Abella couldn’t take it. Expressions flashed wildly across her stunning face—now an aloof goddess, now a greedy demon—flipping back and forth, saint to fiend in a thought, completely out of control.

She wanted those five grimoires so badly. Even just letting them auto-battle would be a massive boost!

The problem was, she was the illustrious Spider Woman, second to one and above ten thousand, the number-one expert on the Blacktide Continent. Was she so easily bought, so easily moved?

Hmph! Of course not!

Therefore—

“Love you, Master!!!”

But the Master is different!!

Half a month later, Yvette and Abella arrived on the Blacktide Continent once more. To show gratitude and loyalty, Abella decided to put her conquest of Blacktide on hold and focus on serving the Master; when the journey neared its end, she’d bring it up again.

Yvette could vaguely sense a little something behind this but didn’t mind. Having a maid along did make travel more fun than going solo. She planned to finish Blacktide and Jadeite, then head to Silvermirror Continent to visit the God of Machines via the Sanctum. Her Flesh-and-Blood Waymark could carry a passenger—if danger struck, she’d grab Abella and jump back to Ish Island, safe and sound.

At the old site of Agasha, the Golem Kingdom still existed—just relocated elsewhere. After calling on the Great Elder, she went to harvest at Agasha and there ran into one of Abella’s former subordinates—a female-presenting humanoid aberrant with feline traits, a catgirl.

From the catgirl, Yvette learned how this place had been annexed by other commander factions after the Spider Woman left.

After hearing the account and thinking a moment, she noticed something at once. Turning to the cringing Abella beside her, she said, “Didn’t you say you kept vigil for two hundred years? Why is she saying you left here a hundred years ago?”

“Ah—well—about that—” Abella broke into a sweat. She suddenly recalled that she had indeed inflated the numbers back then, but she’d felt she’d at least kept watch for a hundred years, which made her especially aggrieved—and that was why she’d sulked at the Master.

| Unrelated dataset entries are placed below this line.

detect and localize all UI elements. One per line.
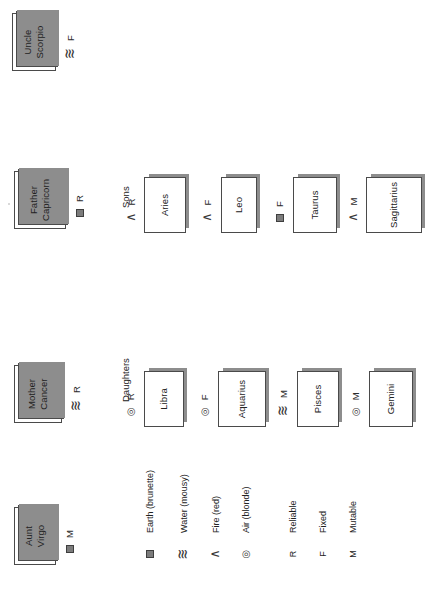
card-label: Aquarius: [236, 378, 248, 420]
quality-letter: R: [126, 198, 137, 205]
legend-label: Air (blonde): [241, 486, 251, 533]
legend-item-reliable: R Reliable: [288, 500, 298, 565]
quality-letter: M: [348, 197, 359, 205]
air-spiral-icon: ◎: [126, 407, 136, 416]
card-mother-cancer[interactable]: Mother Cancer: [14, 365, 62, 423]
quality-letter: F: [199, 394, 210, 400]
legend-label: Earth (brunette): [145, 470, 155, 533]
legend-item-fixed: F Fixed: [318, 511, 328, 565]
attr-sagittarius: ∧ M: [347, 197, 360, 222]
attr-uncle-scorpio: ≋ F: [64, 35, 77, 59]
card-label: Gemini: [385, 382, 397, 417]
water-wave-icon: ≋: [177, 543, 190, 565]
card-aunt-virgo[interactable]: Aunt Virgo: [14, 507, 56, 565]
quality-letter: R: [125, 393, 136, 400]
attr-taurus: F: [274, 201, 285, 222]
fire-caret-icon: ∧: [124, 212, 137, 222]
water-wave-icon: ≋: [274, 405, 290, 416]
legend-item-mutable: M Mutable: [348, 501, 358, 565]
air-spiral-icon: ◎: [351, 407, 361, 416]
legend-label: Fire (red): [211, 496, 221, 533]
card-taurus[interactable]: Taurus: [293, 177, 337, 233]
card-leo[interactable]: Leo: [221, 177, 257, 233]
fire-caret-icon: ∧: [209, 543, 222, 565]
attr-libra: ◎ R: [125, 393, 136, 416]
scan-speck: [8, 203, 10, 205]
card-aries[interactable]: Aries: [144, 177, 186, 233]
legend-item-fire: ∧ Fire (red): [209, 496, 222, 565]
card-label: Aries: [159, 192, 171, 218]
attr-pisces: ≋ M: [277, 390, 290, 416]
quality-letter: M: [64, 530, 75, 538]
card-label: Aunt Virgo: [23, 523, 46, 550]
attr-aunt-virgo: M: [64, 530, 75, 553]
quality-letter: R: [71, 386, 82, 393]
card-aquarius[interactable]: Aquarius: [218, 371, 266, 427]
attr-aquarius: ◎ F: [199, 394, 210, 416]
card-label: Pisces: [312, 383, 324, 416]
quality-letter-m: M: [348, 543, 358, 565]
quality-letter-r: R: [288, 543, 298, 565]
card-label: Father Capricorn: [28, 177, 51, 223]
quality-letter: M: [278, 390, 289, 398]
attr-leo: ∧ F: [201, 199, 214, 222]
legend-label: Mutable: [348, 501, 358, 533]
attr-father-capricorn: R: [74, 195, 85, 217]
card-pisces[interactable]: Pisces: [297, 371, 339, 427]
earth-square-icon: [276, 214, 284, 222]
earth-square-icon: [146, 543, 154, 565]
earth-square-icon: [66, 545, 74, 553]
legend-item-water: ≋ Water (mousy): [177, 474, 190, 565]
fire-caret-icon: ∧: [200, 212, 213, 222]
water-wave-icon: ≋: [61, 48, 77, 59]
card-label: Uncle Scorpio: [22, 24, 45, 61]
legend-item-air: ◎ Air (blonde): [241, 486, 251, 565]
legend-label: Water (mousy): [179, 474, 189, 533]
card-label: Sagittarius: [388, 180, 400, 230]
card-label: Mother Cancer: [26, 376, 49, 411]
attr-aries: ∧ R: [125, 198, 138, 222]
attr-mother-cancer: ≋ R: [70, 386, 83, 411]
card-uncle-scorpio[interactable]: Uncle Scorpio: [12, 13, 56, 71]
earth-square-icon: [76, 209, 84, 217]
water-wave-icon: ≋: [67, 400, 83, 411]
legend-item-earth: Earth (brunette): [145, 470, 155, 565]
air-spiral-icon: ◎: [200, 407, 210, 416]
attr-gemini: ◎ M: [350, 392, 361, 416]
card-sagittarius[interactable]: Sagittarius: [366, 177, 422, 233]
quality-letter-f: F: [318, 543, 328, 565]
quality-letter: F: [202, 199, 213, 205]
card-libra[interactable]: Libra: [144, 371, 184, 427]
card-label: Taurus: [309, 188, 321, 221]
card-father-capricorn[interactable]: Father Capricorn: [14, 171, 66, 229]
quality-letter: M: [350, 392, 361, 400]
quality-letter: F: [274, 201, 285, 207]
legend-label: Reliable: [288, 500, 298, 533]
fire-caret-icon: ∧: [346, 212, 359, 222]
air-spiral-icon: ◎: [241, 543, 251, 565]
quality-letter: F: [65, 35, 76, 41]
card-gemini[interactable]: Gemini: [369, 371, 413, 427]
card-label: Libra: [158, 386, 170, 412]
card-label: Leo: [233, 195, 245, 215]
quality-letter: R: [74, 195, 85, 202]
legend-label: Fixed: [318, 511, 328, 533]
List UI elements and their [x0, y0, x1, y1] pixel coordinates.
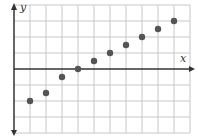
data-point	[27, 98, 33, 104]
data-point	[75, 66, 81, 72]
data-point	[171, 18, 177, 24]
data-point	[43, 90, 49, 96]
x-axis-arrow-right-icon	[189, 66, 195, 72]
data-point	[107, 50, 113, 56]
data-point	[139, 34, 145, 40]
data-point	[123, 42, 129, 48]
data-point	[91, 58, 97, 64]
axes	[11, 3, 195, 136]
x-axis-label: x	[180, 53, 186, 64]
y-axis-arrow-up-icon	[11, 3, 17, 10]
y-axis-label: y	[20, 2, 26, 13]
data-points	[27, 18, 177, 104]
scatter-plot	[0, 0, 198, 136]
data-point	[59, 74, 65, 80]
data-point	[155, 26, 161, 32]
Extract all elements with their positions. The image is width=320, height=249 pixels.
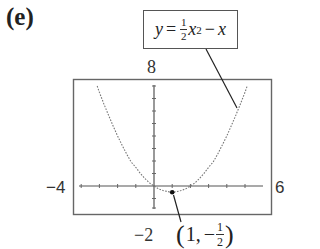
xmax-label: 6: [275, 178, 284, 198]
equation-coefficient-fraction: 1 2: [180, 17, 187, 42]
vertex-y-fraction: 1 2: [216, 221, 224, 248]
equation-tail: x: [218, 19, 226, 40]
fraction-denominator: 2: [181, 31, 187, 42]
vertex-x: 1,: [186, 223, 201, 246]
vertex-point: [170, 190, 175, 195]
vertex-pointer-line: [174, 195, 182, 222]
equation-minus: −: [205, 19, 215, 40]
equation-callout: y = 1 2 x2 − x: [143, 10, 238, 49]
vertex-label: ( 1, − 1 2 ): [176, 221, 234, 248]
equation-pointer-line: [206, 49, 237, 108]
parabola-curve: [97, 86, 247, 192]
vertex-open-paren: (: [176, 222, 185, 248]
equation-exponent: 2: [196, 24, 202, 36]
fraction-numerator: 1: [217, 221, 223, 233]
equation-equals: =: [166, 19, 176, 40]
xmin-label: −4: [46, 178, 65, 198]
fraction-denominator: 2: [217, 236, 223, 248]
equation-variable: x: [188, 19, 196, 40]
vertex-sign: −: [204, 223, 215, 246]
fraction-numerator: 1: [181, 17, 187, 28]
equation-lhs: y: [155, 19, 163, 40]
ymin-label: −2: [134, 225, 153, 246]
ymax-label: 8: [147, 57, 156, 78]
vertex-close-paren: ): [225, 222, 234, 248]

Later the Master apologized and gave her the five grimoires, and that grace was simply too great.

How did the saying go? At this point, there was no way to bring up the cooked books!

She’d thought she could hide it forever—after all, two hundred years had passed. Who would know?

And today of all days, she had to run into an old subordinate?

She stood there, face gone pale, mind racing for an explanation—when the catgirl pleaded, “Lady Silver Witch, may I go with you? I can serve you too. When I served the Spider Woman before, my lady liked me very much—I can definitely—”

“When did I ever say that?” Abella snapped. “Master, please don’t believe her. She’s all thumbs and can’t do anything right. I never liked her!”

“My lady, that’s not what you said back then—” the catgirl looked at Abella innocently.

“Bull! Drop the act. Don’t think I don’t know what you’re angling for—”

“I’m not—I just hoped to return under your banner and serve you—” “Heh! After the way I treated you back then, you say you want back under me?”

“Ah? Is that so—”

In the end, under Abella’s vehement objections, Yvette chose not to add a new travel companion.

She found it amusing enough, but the catgirl was an important subordinate of a local commander; poaching people just felt wrong.

After that, another twenty-five years passed. Yvette finished a major harvest of low-tier aberrants across the Blacktide Continent, netting 700,000 aberrant mana in one go.

Sure enough, after two hundred years of rest and regrowth, the chives had grown lush indeed.

Next came the Jadeite Continent—fifteen years, another 300,000 aberrant mana—bringing her true body’s total to 1,700,000.

By then, it had been 990 years since her transmigration.

With two continents harvested and ample self-preservation in hand, Yvette turned her craft and, with Abella in tow, set out across the sea toward the Silvermirror Continent.